It can't come as a surprise that the Mars Volta's fourth album opens with a bang -- sonic terrorism is one of the only things listeners can count on from the band -- but it's genuinely novel that The Bedlam in Goliath never lets go of its momentum, not even after a full hour's worth of unrelenting war on silence, the wrapping paper for a concept album about the power of the occult.
On their first three proper albums, Cedric Bixler-Zavala and Omar Rodriguez-Lopez played games of quiet-loud-quiet (or loud-quiet-loud), sneaking around stealthily for minutes at a time before detonating another blast of thrash metal riffing and piercing screams.
The Bedlam in Goliath is simply loud-loud-loud, virtually every song played at maximum volume and tempo.
But, in fact, instead of being wearisome or exhausting, it's an oddly refreshing album.
The band gets closer to its roots in thrash and funk-metal than ever before, avoids using electronics except where they can make a big impact, and finally lets semi-permanent guest John Frusciante occupy a readily discernible role.
The "Goliath" of the album title is the name given to a spirit conjured by a Ouija board that Rodriguez-Lopez bought in Jerusalem; the band used the board heavily while on tour, and it supposedly brought bad luck to the entire recording process -- including reports of computer poltergeists, flooded studios, and a nervous breakdown for the album's first engineer (who may have simply been driven over the edge by the band's musical extremism).
Musically, it's the funkiest work the band has ever done.

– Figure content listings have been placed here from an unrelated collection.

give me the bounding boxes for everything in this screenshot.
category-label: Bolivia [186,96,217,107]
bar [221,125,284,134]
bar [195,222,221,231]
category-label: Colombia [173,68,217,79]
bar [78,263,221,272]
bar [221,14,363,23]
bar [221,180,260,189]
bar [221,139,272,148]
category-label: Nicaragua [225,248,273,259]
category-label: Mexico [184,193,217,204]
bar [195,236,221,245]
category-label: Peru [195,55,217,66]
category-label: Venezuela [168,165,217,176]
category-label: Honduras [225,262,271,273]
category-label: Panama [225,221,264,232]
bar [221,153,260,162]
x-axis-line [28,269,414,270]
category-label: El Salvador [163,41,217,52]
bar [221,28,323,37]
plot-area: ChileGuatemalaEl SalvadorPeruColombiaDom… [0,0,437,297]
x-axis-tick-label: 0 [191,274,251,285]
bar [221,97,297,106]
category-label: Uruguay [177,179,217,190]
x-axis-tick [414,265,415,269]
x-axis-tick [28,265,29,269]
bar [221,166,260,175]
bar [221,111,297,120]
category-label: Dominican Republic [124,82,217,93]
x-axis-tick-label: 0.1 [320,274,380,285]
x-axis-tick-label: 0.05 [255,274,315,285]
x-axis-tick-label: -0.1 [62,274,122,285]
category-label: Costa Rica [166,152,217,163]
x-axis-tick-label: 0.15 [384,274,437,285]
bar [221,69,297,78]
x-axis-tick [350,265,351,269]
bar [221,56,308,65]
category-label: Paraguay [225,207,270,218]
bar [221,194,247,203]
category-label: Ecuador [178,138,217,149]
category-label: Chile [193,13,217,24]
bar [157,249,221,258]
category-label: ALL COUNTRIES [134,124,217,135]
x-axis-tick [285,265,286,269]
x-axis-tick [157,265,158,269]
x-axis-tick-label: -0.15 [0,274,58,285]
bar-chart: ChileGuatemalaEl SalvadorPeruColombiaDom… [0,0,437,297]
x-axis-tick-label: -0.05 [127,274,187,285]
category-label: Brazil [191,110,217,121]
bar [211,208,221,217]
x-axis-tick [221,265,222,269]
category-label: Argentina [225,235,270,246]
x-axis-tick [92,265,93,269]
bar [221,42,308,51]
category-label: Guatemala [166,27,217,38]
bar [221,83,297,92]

No one's going to confuse them with James Brown (or even Red Hot Chili Peppers), but in a ten-minute streak that runs from the end of the third track, "Ilyena," through the single "Wax Simulacra," and to the end of "Goliath," an eight-minute extravaganza, the Mars Volta finally seize the mantle held by Rage Against the Machine for a dozen years (thanks in large part to Frusciante, as well as new drummer Thomas Pridgen).
The band also exhibits more patience on The Bedlam in Goliath than it has in the past.
No one who cares about the band should be interested in hearing a "maturing" Mars Volta -- you might as well ask for a sun that wasn't as hot -- but the band has shown the ability to mature in all the ways they can without losing what makes them unique.
The album is as dynamic as ever (it seems to live perpetually on a knife's edge of tension), but it's more closely composed than Amputechture or even Frances the Mute.
This should have been the album where the Mars Volta either wore their formula down to nothing or abruptly turned in a different direction, but instead the band created an album that nearly perfects what they've been working toward.